Someone sent me this picture some months ago. I thought it was rather funny. Specifically, it reminded me of the Paul Simon song Mother and Child Reunion, which is based on a chicken and egg dish that Simon had at a Chinese restaurant.

Then my mom died, and it’s my first Mother’s Day without her. The visual is still funny but in a more melancholy way. Melancholy humor.

I’ve discovered that Mother’s Day ads REALLY irritate me lately, more than Father’s Day ads did 10 years ago. Maybe it was because it was longer between when my father died until the next holiday (August to June) than it is for my mom (February to May). But probably it’s because I get more e-mail solicitations than I did a decade ago, and they are more difficult to ignore.

The picture above is of my mother with her favorite son many years ago in front of 5 Gaines Street, Binghamton, NY USA; the house and the trim, BTW, were green. The running joke when I’d call or send a card is that I’d say or write that it was from her favorite son. She was generally polite enough not to mention that I was her ONLY son.

Last Sunday, there was a Mass for Mom at the Mission San Diego Basilica de Alcala in San Diego. As my sister Leslie reported, it was “beautiful. It was the regular Noon Mass, but it was announced at the beginning that this Mass was for Trudy Green, mother of Leslie Green, who is a member of the Mission Choir.” I will be getting a copy of the event. “It was a packed house on a beautiful day.”

The bottom picture is of my daughter with her favorite mother. Carol is, among other things, a good mom.

Happy Mother’s Day to all of you mothers, and all of you who have or had mothers.

 

30-Day Challenge: Day 27-A Picture Of Where You’re From

This was an arcane piece of information my late father once noted that I found inexplicably interesting.

A picture? I did a whole blogpost about my hometown of Binghamton, NY last year, and much more recently, a partial blogpost about Albany, NY, where I’ve been the last 30 years.

Well, all right:

When I was growing up, this was the post office in Binghamton. Now it’s the federal building.

Perhaps slightly before my time: it’s the house of the first Dutch governors, who resided in Albany.

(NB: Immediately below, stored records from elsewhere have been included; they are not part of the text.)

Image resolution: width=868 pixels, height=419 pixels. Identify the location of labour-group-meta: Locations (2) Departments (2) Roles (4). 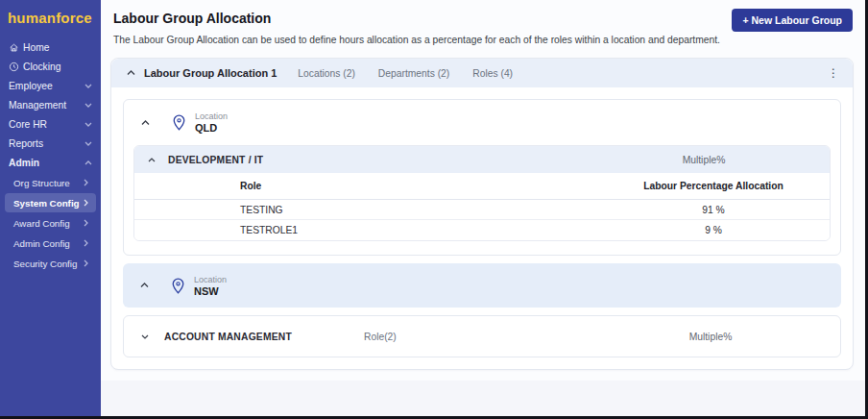
(405, 73).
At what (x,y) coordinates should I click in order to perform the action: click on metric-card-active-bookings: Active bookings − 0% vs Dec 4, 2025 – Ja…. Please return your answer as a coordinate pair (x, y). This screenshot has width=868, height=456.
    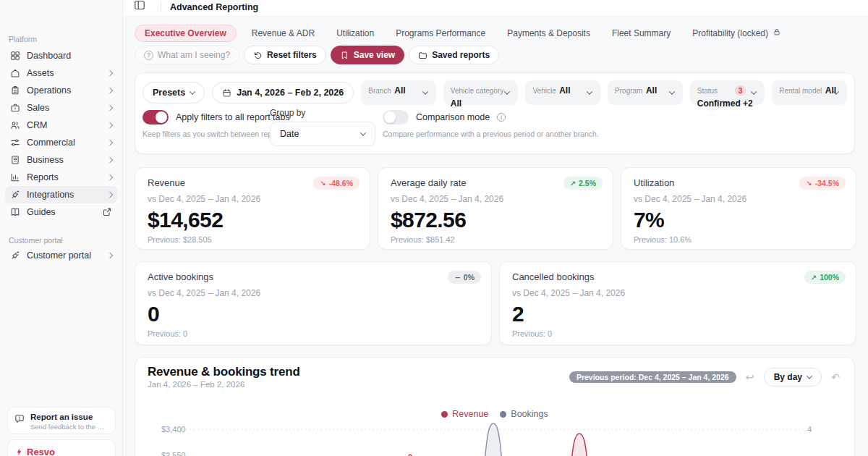
    Looking at the image, I should click on (313, 303).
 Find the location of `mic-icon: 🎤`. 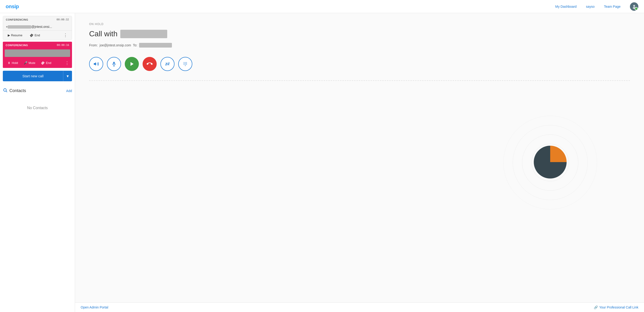

mic-icon: 🎤 is located at coordinates (26, 63).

This was an arcane piece of information my late father once noted that I found inexplicably interesting. Binghamton, NY is about in the middle of the state, east to west, but lies very close to the northern border of another state, Pennsylvania. To get to the state capital, Albany, you have to travel about 150 miles to the northeast (more like 140, but whatever).

Charlotte, NC, where my parents moved in 1974, and where I lived briefly in 1977, is about in the middle of the state, east to west, but lies very close to the northern border of another state, South Carolina. To get to the state capital, Raleigh, you have to travel about 150 miles to the northeast (more like 175, but close enough).